The world doesn’t revolve around what films premiere on any given day. There are directors whose output should be watched on a rotating weekly basis: Kubrick, Lang, the Coen Brothers. Sure this is the week of The Hundred-Foot Journey and Into the Storm but it’s also a good week to catch up on a classic like Sullivan’s Travels or Bonnie and Clyde.

Preston Sturges, the director of Sullivan’s Travels had a socialite mom who hung out with Isadora Duncan and he himself invented kiss-proof lipstick. The director of Into the Storm, Steven Quale apprenticed with James Cameron and was a second unit helmer on Titanic and Avatar. I can watch Sullivan’s Travels endlessly. Into the Storm was good for one sit and one sit only.

You remember that comic takeoff of movies (Scanners in particular) where the commentators (John Candy and Joe Flaherty) talk about how “that character blowed up real good.” Well, in Into the Storm the tornadoes blow up real good. The rest of the movie unfurls with the attention to detail of a SyFy movie.

The Hundred-Foot Journey is a foodie film but it doesn’t serve the generous portions of preparation and plot that a film like Chef (still in theaters after four months) does. Hundred-Foot will appeal to the bon appétit set because of its concern with high-end restaurants and how they achieve their Michelin stars. After Chef I wanted to eat a grilled Cuban cheese and ham sandwich. I did because that’s easy to replicate. After The Hundred-Foot Journey I wanted to eat sea urchin. I can’t even find that shit at Central Market.

Which leads us to the film of the week, the film not to be missed, the film people will be talking about (if they see it). The film that you’re going to hate and that other people are going to love.

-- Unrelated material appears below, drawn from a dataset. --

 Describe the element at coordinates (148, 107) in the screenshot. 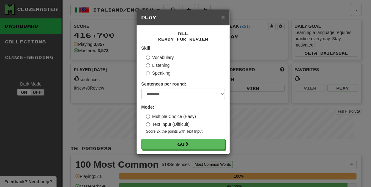

I see `strong: Mode:` at that location.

Mood Indigo, released by Drafthouse Film and playing exclusively in the Houston area at the Alamo Drafthouse Vintage Park, may be one of the most surreal films ever made. Actually two films this year, Mood Indigo and Jodorowsky’s The Dance of Reality, are two of the purest examples of cinema surrealism since Buñuel and Dali silent-era collaborations and the 1932 Blood of the Poet by Jean Cocteau.

Mood Indigo merges the themes and atmosphere of director Michel Gondry’s most recent films. Which is to say that Mood Indigo fuses the stick-leg effects of his Tokyo! segment (Gondry was one of three helmers on that art film.) with the appreciation for jazz he kindled in Be Kind Rewind. It’s as if Gondry has left the memory of The Green Hornet (great use of 3D) and Eternal Sunshine of the Spotless Mind in the dust.

In Be Kind it was the music of Fats Waller that propelled the story, and in Mood Indigo the sounds of Duke Ellington match the aspirations and feeling of the characters. I honestly can’t talk too much about the actual storyline because I literally didn’t understand the film.

Gondry assembles a classy international cast that includes Romain Duris, Audrey Tautou, Omar Sy and Gad Elmaleh. Duris and Tautou are star-crossed lovers who float around in a floating flower car a good bit of the time. Sy and Elmaleh provide comic relief. Everybody involved seems to be having a really good time.